Judy Pulley was born in Warwickshire but has lived in London for thirty years, working as a teacher and in the media before becoming a full-time guide in 1995. Judy is a London Blue Badge guide and a City of London guide, conducting tours in all areas of London, with particular interest in East London where she lives. She has written a book on the City of London – Streets of the City – which was published in 2006. Her interests include photography, industrial heritage, architecture and stone carving.
Hilary Ratcliffe read history at Bristol University and taught in high schools before training as a City of London guide in 1991. She trained as a Blue Badge guide in 1998 and now works full-time as a tourist guide. She recently completed the St Albans city-guide course. In addition Hilary is a Soroptimist – a member of an international business and professional women’s service organisation which works to improve the lives of women and girls worldwide. In her spare time she enjoys theatre, walking, reading and travelling.

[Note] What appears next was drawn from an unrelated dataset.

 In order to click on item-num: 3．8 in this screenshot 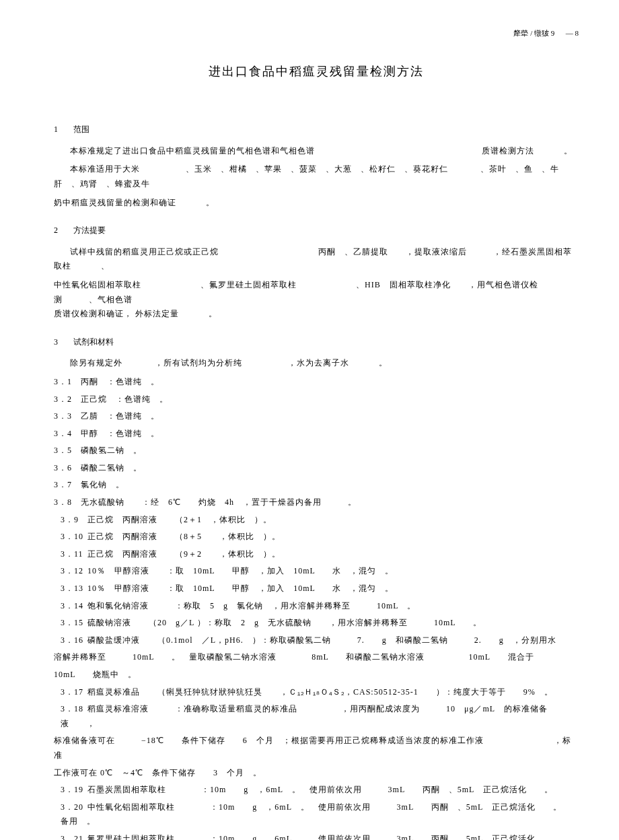, I will do `click(67, 503)`.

Richard Roques trained as an actor at the Central School of Speech and Drama. He works full-time as a guide with London Walks® with a repertoire of over forty different walks. He has written seven full-length plays for the stage and a number of short stories and radio plays. Of his first play, Looks Like Freedom, Bonnie Greer wrote in Time Out: ‘His insights … are compassionate and often hilarious … this play, with its honesty and willingness to engage the world, is worth all the well-crafted, directed to death but essentially tiny plays currently in fashion.’ Richard won the 2006 Windsor Fringe Festival award for his short play Don’t Open the Door. His comedy The History of London Until it Got Burnt Down had a successful run in the West End in 2008 and is set to return. His latest play Get Rich Quick will also be premiering in 2009.

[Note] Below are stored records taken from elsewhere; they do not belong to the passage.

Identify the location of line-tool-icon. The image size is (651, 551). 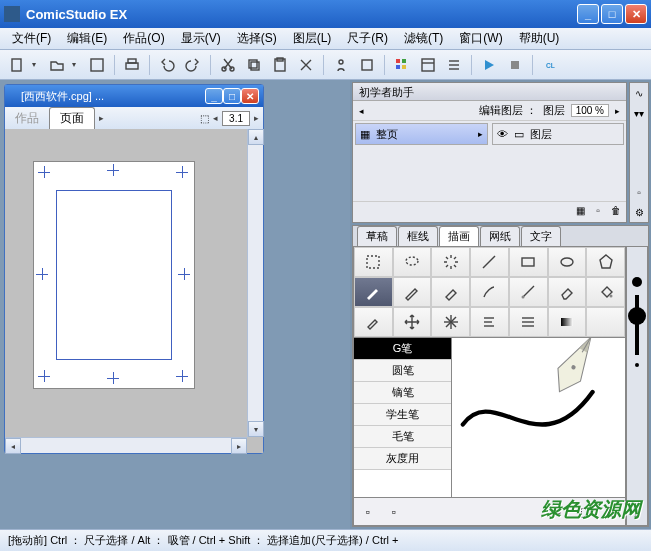
(490, 262).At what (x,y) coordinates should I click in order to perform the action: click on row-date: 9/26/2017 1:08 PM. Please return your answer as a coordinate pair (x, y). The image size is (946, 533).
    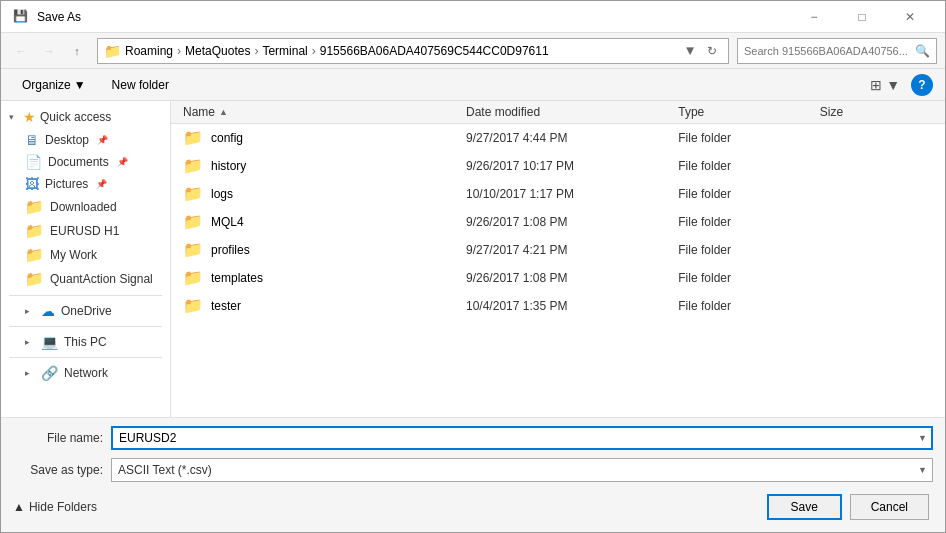
    Looking at the image, I should click on (572, 222).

Donald Rumbelow is internationally recognised as the leading authority on Jack the Ripper. Britain’s most distinguished crime historian, he is the author of the pre-eminent book on the Ripper, the bestselling The Complete Jack the Ripper. A former Curator of the City of London Police Crime Museum and a two-time Chairman of the Crime Writers Association, he is a Freeman of the City of London and a professionally qualified Blue Badge and City of London Guide.
Adam Scott is an author, columnist, critic and blogger who moved to London from his native Edinburgh ‘just to see what all the fuss was about’. That was eighteen years ago. He’s still here. He has covered theatre for the Independent, bars for Time Out and has written about London from every angle, from the Button Queen shop in Marylebone to Dulwich Hamlet Football Club. He counts it a privilege to shout his head off in the street about the world’s greatest city and dedicates his chapters to his wife Karen (a former Blue Badge Guide of the Year) and his baby daughter Isobella.
Shaughan Seymour has worked as a London Walks® guide for eighteen years and has trained as a City of London and Blue Badge Guide. He has followed other London tale-tellers and scribbled in their wake, picking up what scraps he can, rummaging in the archives, and visiting as many second-hand bookshops as possible. He also works as an actor, mostly in television and film, and occasionally serenades his groups with a song or two.
David Tucker is the seigneur of this favoured realm (London Walks), broods over words, breeds enthusiasms, and is generally ‘unmanageable’. A balterer, literary historian, university lecturer and lifelong thanatophobe, he’s also the London Walks® ‘pen’ – he writes the leaflet and website.